This was Churchill at his most effective. His prose soared. His commitment was total. At that time, on that issue, he was speaking for most Englishmen. And yet…

It was all as sounding brass or a tinkling cymbal. The public was distracted by the growing financial crisis. The House had wearied of India. Lloyd George had to enter the hospital for a major operation; Churchill, ostracized, left for Chartwell. Britain therefore was deprived of the two authentic geniuses in its public life; “as we have said several times in the last few days,” Hoare wrote Neville Chamberlain on August 31, “we have had some great good luck in the absence of Winston and L.G.” Thus Baldwin and MacDonald were free to pursue their separate grails: business as usual for Baldwin; disarmament for MacDonald. Winston returned and spent six months trying to pry them apart, but Baldwin ignored him, attending the round-table talks and accepting Labour’s lead in the conferences with Gandhi, while MacDonald—who never forgave him for the Boneless Wonder gibe—lost his poise but once. Baited by Brendan Bracken, who was quoting Churchill, the prime minister glared at Bracken and shouted, “You swine!”—an indiscretion which, Dawson being away for the time, appeared in
The Times,
to Winston’s delight. Some senior Tories worried about their restless back-benchers. Sir Malcolm Hailey wrote of the round-table discussion that he was “beginning to feel” that Baldwin “may not have been quite correct in believing that he could carry the whole of the Conservative Party in any decision at which he might arrive.” He concluded, however, that “the general block” of Tory MPs were likelier to follow the leader than be “swayed by the very extreme views of Winston Churchill.” Seeing Winston isolated, others were reluctant to join him in Coventry. Churchill, their elders told them, was a rogue elephant, an opportunist; his pleas for Indian minorities, his support of Indian self-government on the local level, and his prediction of a bloodbath should the Raj leave were dismissed as wily diversions or hyperbole. He wrote Boothby: “Politics are very interesting. My late colleagues are more interested in doing me in than in any trifling questions connected with India or tariffs.”
288

They were careful not to accost him in the House, where he was at his most dangerous.
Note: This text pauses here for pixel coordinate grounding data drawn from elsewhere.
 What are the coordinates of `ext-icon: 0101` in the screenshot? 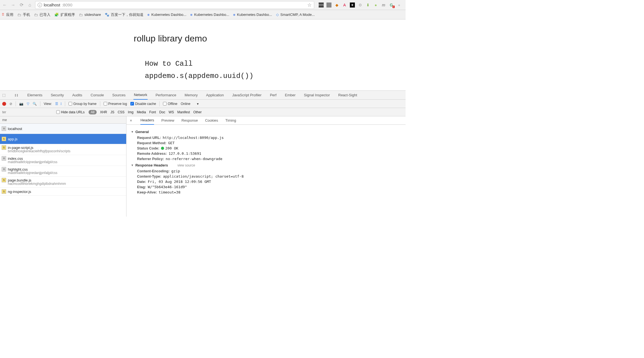 It's located at (321, 5).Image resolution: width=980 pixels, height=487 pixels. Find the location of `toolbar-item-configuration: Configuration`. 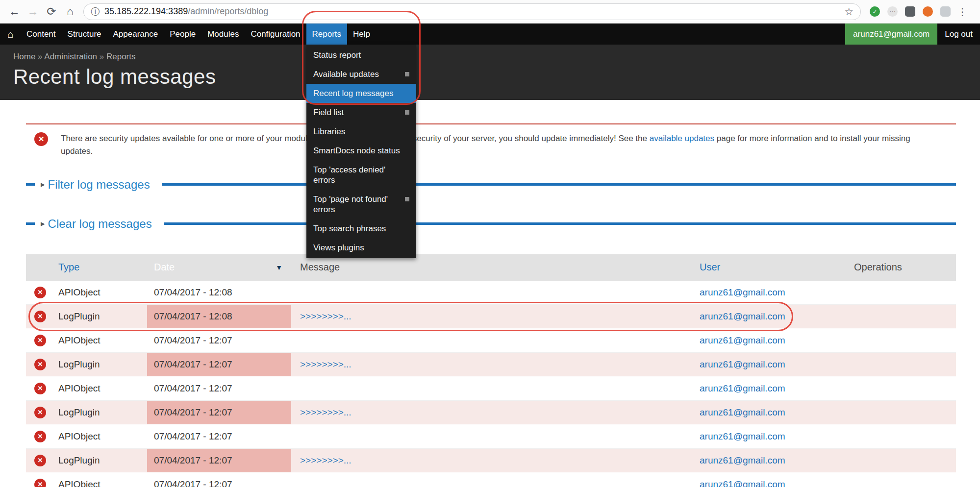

After one of his most effective speeches, Wedgwood Benn completely ignored his arguments and evasively replied that although Winston had “entered the Irish Conference with a dripping sword, he emerged with a dripping pen, and I am not without hope that even here, as he did in the Irish case, he will come in this matter to a better judgment.” Baldwin blunted his thrusts with sweeping generalizations. Ignoring the issue of Indian independence, he said that it was England’s aim to introduce “self-governing institutions” to the subcontinent “with a view to the progressive realisation of responsible Government in India as an integral part of the British Empire”—an Empire which, although he did not say so, the Statute of Westminster, not to mention future events, would eventually dismantle. He said: “We have impregnated India ourselves with Western ideas, and, for good or ill, we are reaping the fruits of our own work.” But only a fraction of the subcontinent’s population had been exposed to Western thought, and it was this elite which would rule India when the Raj pulled out.
*
Baldwin thought the House should agree “to keep India out of party politics.” It had been in party politics for three centuries; if Parliament couldn’t determine the future of the Raj, who should? He was “firmly convinced” that such articles as Churchill’s pieces in the
Daily Mail
“will do more to lose India for the British Empire, will do more to cause a revolutionary spirit, than anything that can be done in any way by anyone else.” Even though “the rank and file refuse to face facts,” he said, “the leader has to look at them, and he has to warn his people.” It was “the supreme duty of a political figure to tell the people of the country the truth, because truth is greater than tactics.” The question which stumped Pontius Pilate held no mysteries for Stanley Baldwin, and in his gentlest, most civil manner he advised his colleagues to keep their opinions in this matter to themselves and leave all decisions to him, the prime minister, and the secretary of state for India.
289

Churchill entering the political wilderness over the India issue

But Churchill had the bone in his teeth, and wouldn’t yield it until events wrenched it from him. Intricate efforts to resolve the Indian question continued on what he called their “downward slurge,” ending in the Government of India Act of 1935, the longest single piece of legislation ever to emerge from the House of Commons—“a gigantic split,” said Churchill, “of jumbled crochet work.” He had fought it for three years in what was probably the most brilliant parliamentary performance of his life. He lost, but so did everyone else; the act’s ultimate objective, an all-India federation which would weave together all the provinces and states on the subcontinent, was rejected by the congress, the Moslems, and the Indian princes. Nevertheless, it was a long step toward dissolution of the Raj. British India was destined to vanish in Winston’s own lifetime. A harbinger was the welcome England extended to Gandhi when he arrived in the fall of 1931, clad only in his homespun shawl and swaddling dhoti, a long loincloth worn by Indian men at home but never, until now, seen in Britain. Had the phrase Radical Chic existed then, it would have described the Mahatma’s reception. He planted trees, gave unsolicited advice on a thousand topics, was extolled by Anglican clergymen, entered the goat which supplied his milk in an English dairy show and was awarded first place, had lunch with Lady Astor, and was invited to tea with the King and Queen. Everyone of consequence clamored to meet Gandhi, with one exception. Churchill refused to see him. Winston was roundly criticized for this, though he had company outside Britain. On December 13 the Mahatma called at the Vatican for an audience with the pope and was turned away. The reason, he was told, was his “inadequate clothing.”